FERC attempts to justify its position by claiming that the California Parties' claims have been addressed in other proceedings. For example, FERC stated that "this proceeding focuses solely on violations of our quarterly transaction reports as a basis for potential refund liability ... this is not a proceeding to address other potential tariff violations (such as gaming and anomalous bidding behavior), which is the subject of the CPUC proceeding."

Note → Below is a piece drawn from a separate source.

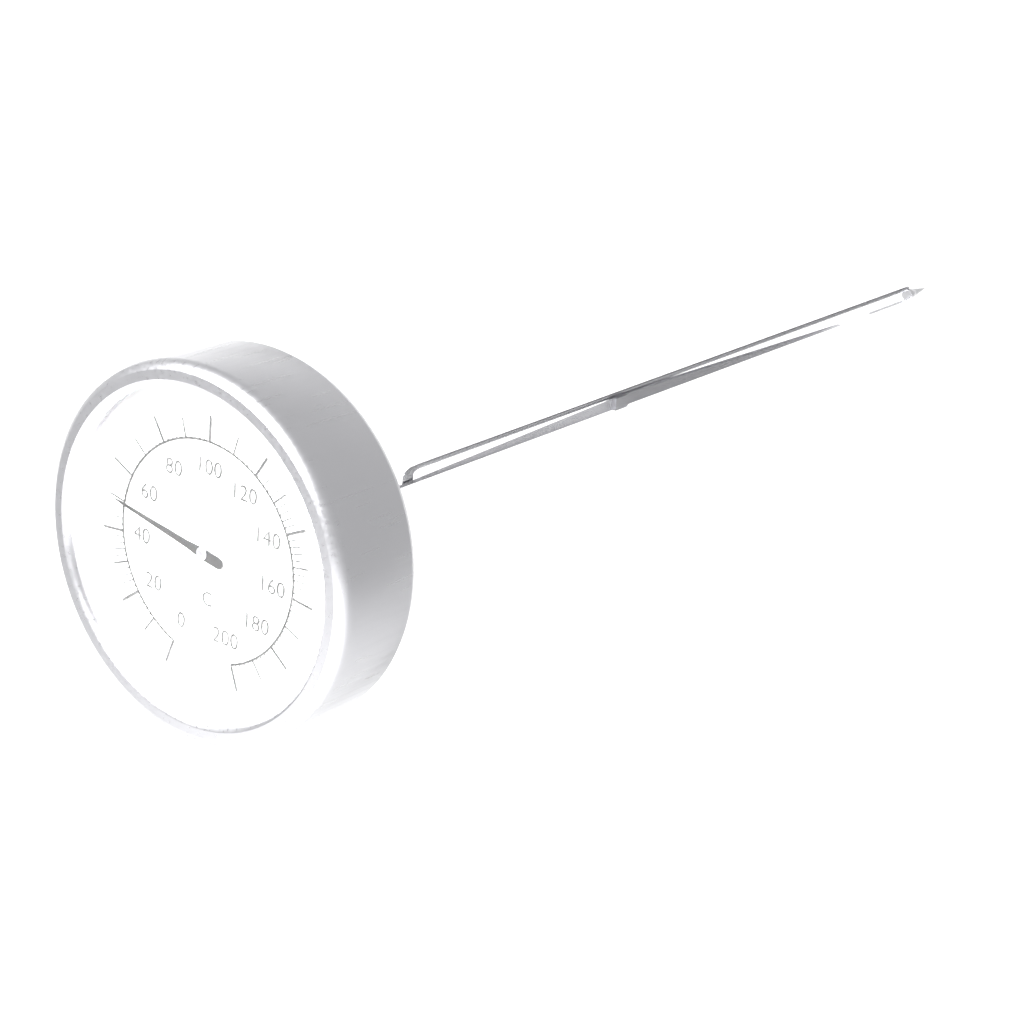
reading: 50 °C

An agency errs when it "entirely fail[s] to consider an important aspect of the problem." Motor Vehicle Mfrs. Ass'n, 463 U.S. at 43, 103 S.Ct. 2856. FERC framed the issue in this appeal as whether deficient reporting masked an accumulation of market power such that the market rates charged were unjust and unreasonable. By requiring the California Parties to demonstrate that a seller exercised market power solely by reference to the hub-and-spoke test, FERC ignored other important aspects of the problem of market power masked by deficient reporting. This is so regardless of the Commission's consideration of manipulation claims in CPUC. FERC entered a final order authorizing refunds for manipulative tariff violations in the CPUC remand proceedings on November
Whether the California Parties' claims have been resolved in other proceedings is also a merits question that must be resolved by the agency. The Commission has recognized its capacity to "be cognizant of the factual scope of each proceeding and the ramifications of [its] actions here on other, related proceedings." Oct. 6, 2008 Order, 125 FERC ¶ 61,016, 61,042. That awareness does not translate into authority to sidestep due process and reasoned analysis for claims the agency believes have been litigated and decided in other proceedings. Obviously, parties are not entitled to double recovery, but that is an analysis that the agency can undertake on remand. This opinion does not address the question of potential refunds from sellers who were not themselves responsible for any manipulation that FERC may determine occurred, but who may have benefitted from it. This issue is appropriately within FERC's province in the first instance.
In summary, FERC's response to Lockyer, that refunds are unavailable because no seller exercised market power under the hub-and-spoke test, falls short. When we approved market-based ratemaking in Lockyer we repeatedly emphasized the importance of "the dual requirement of an ex ante finding of the absence of market power and sufficient post-approval reporting requirements." Lockyer, 383 F.3d at 1013. After FERC dismissed sellers' widespread reporting deficiencies as a mere compliance issue, we granted the state's petition for judicial review and remanded this case to correct the oversight. On remand,
We therefore remand to the agency once again for adjudication of the complaint in a manner that respects the Lockyer mandate and the FPA. To remedy reporting violations, FERC must review the transaction reports to determine whether a just and reasonable price was charged by each seller, with specific attention to whether reporting deficiencies masked manipulation or accumulation of market power. If so, FERC may then elect to exercise its remedial discretion as appropriate. "The FPA cannot be construed to immunize those who overcharge and manipulate markets in violation of the FPA." Id. at 1017.